Sophie knew what he meant.  She could imagine all too easily
how hurt that unknown woman had been, to realize eventually that he might have
liked her, might have enjoyed having a bedmate, but hadn’t loved her at all.

“Are you involved with anyone?” he asked.

“Now?  No.  It’s…been awhile.”  She clamped her mouth shut
on the impulse to tell him she wasn’t very good at relationships.  She thought
it had something to do with her parents’, or maybe with the aftermath of losing
her mother.  Pretending for so long that she didn’t miss her, wasn’t so lonely
that sometimes she thought she couldn’t bear it, had damaged something in her,
she had begun to suspect.

He’d lost interest in eating and his head had tipped
slightly to one side.  “What were you thinking?”

“Nothing important,” she lied.  “What about you?  Are you
seeing someone?”

“No.”

“Have you, since you came to Cape Trouble?”  It suddenly
occurred to her that she knew several attractive women in the right age range. 
Obviously, he hadn’t hooked up with Naomi Kendrick, but what about Hannah?  And
she’d seen that woman who owned the art gallery through the front window.  She
was dark-haired, voluptuous and beautiful.

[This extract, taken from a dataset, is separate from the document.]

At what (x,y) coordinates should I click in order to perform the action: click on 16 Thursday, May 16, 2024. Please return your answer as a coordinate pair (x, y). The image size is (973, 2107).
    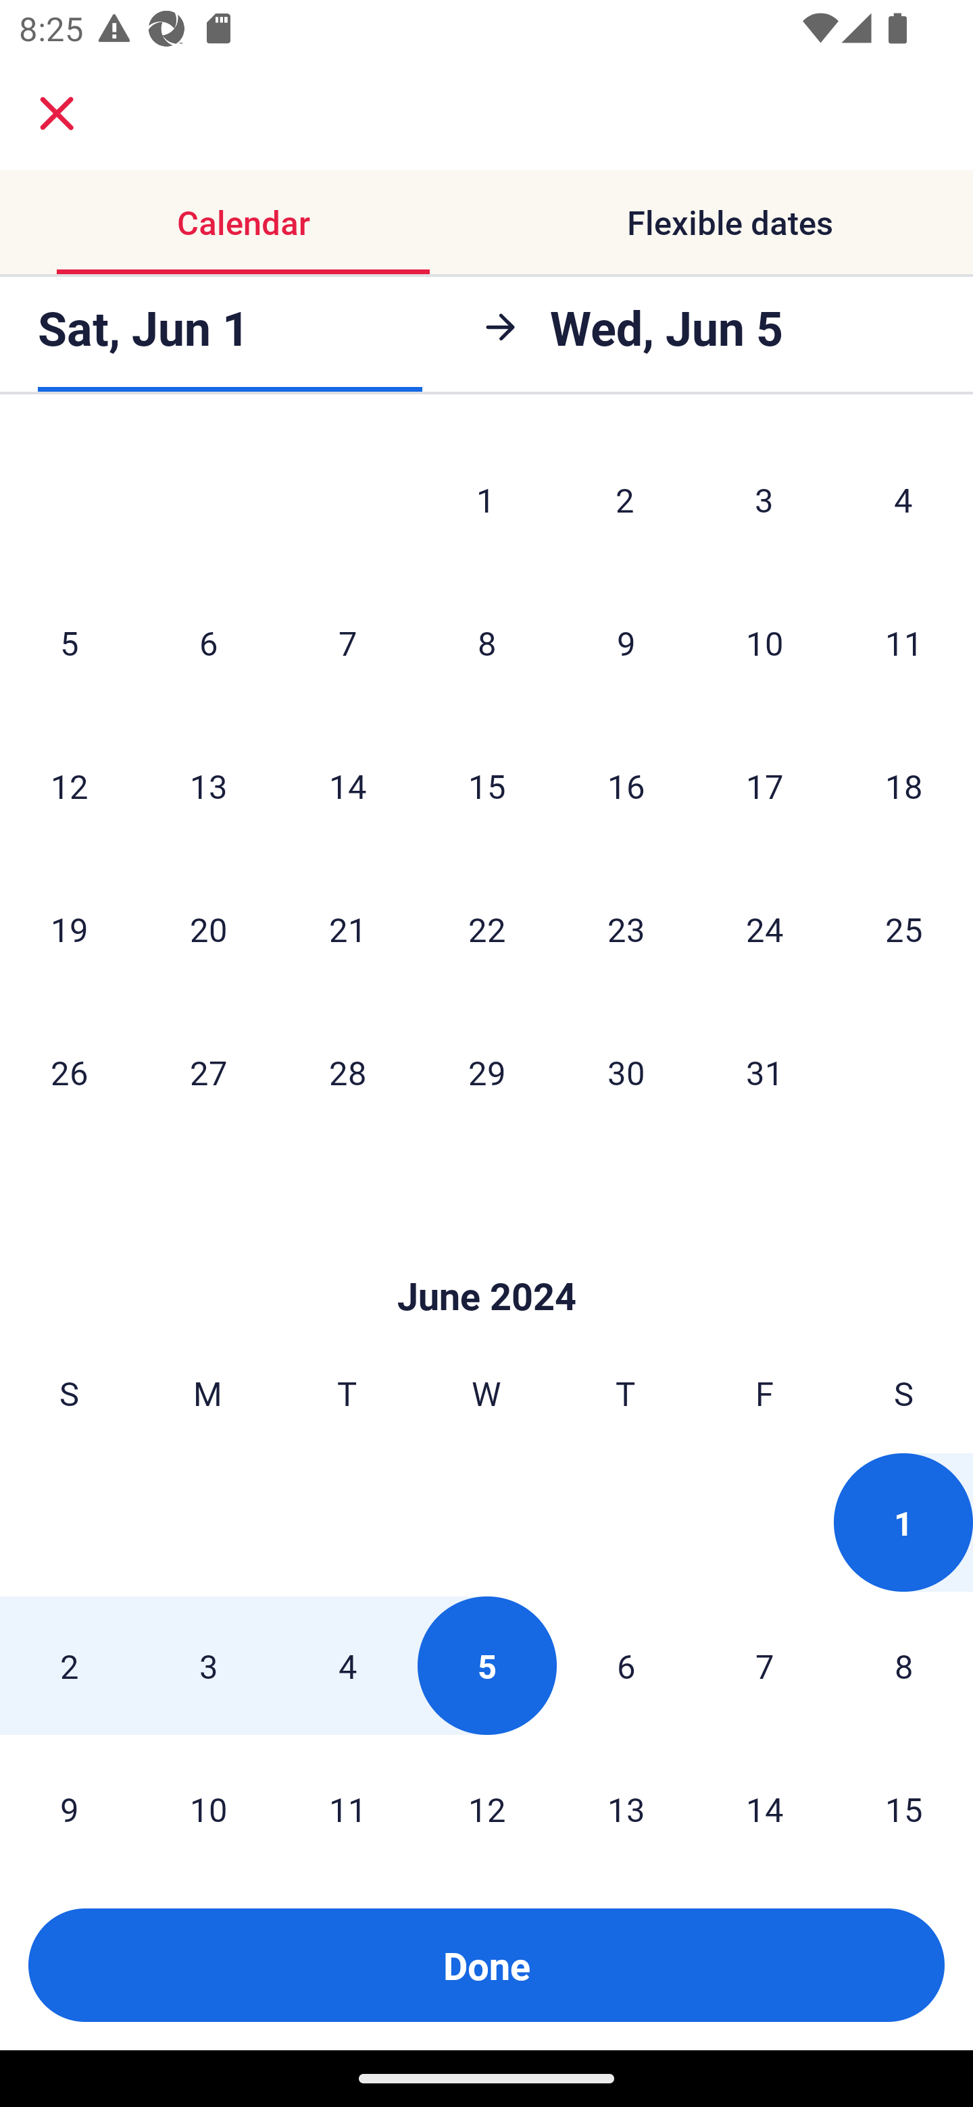
    Looking at the image, I should click on (626, 785).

He hesitated.  “A few brief things with tourists.”

He’d had sex, he meant.  Although she’d never considered a
one-night stand, she might have felt differently about it if she’d met Daniel
Colburn.

I could have one now
, she thought, her whole body
tingling as she stared at him. 
Not a one-night stand – a three week affair.

If that’s what he was hinting at, and she knew he was.  Why
else would he have asked if she had a boyfriend?  His question hadn’t been
casual at all.

But if I do…I have to be prepared to leave when my time
is up.  To have no regrets.

She could make herself pack up and go home.  What else could
she do?  Embarrass herself and him by loitering in Cape Trouble until she lost
her job and he had to be blunt with her?

But not have regrets – no.  She knew herself too well.  What
she already felt for this man was too powerful, and she wasn’t made for casual,
however much she wished she was.  If she didn’t dare let herself truly fall in
love and trust that the man she loved wouldn’t die or abandon her in some other
way, why couldn’t she enjoy fun but essentially meaningless relationships?

The ache in her chest gave her the answer.

Because I want to be able to trust someone that much.

The awful thing was, she thought Daniel could be that
man…except that he hadn’t even hinted at feeling the same way.  She would be
like one of those tourists.  A brief
thing
.

She couldn’t.  That would hurt even worse than saying no
now.

“I need to get started working,” she blurted.  “You’re fine
where you are.  I’ll clear my place and set up.”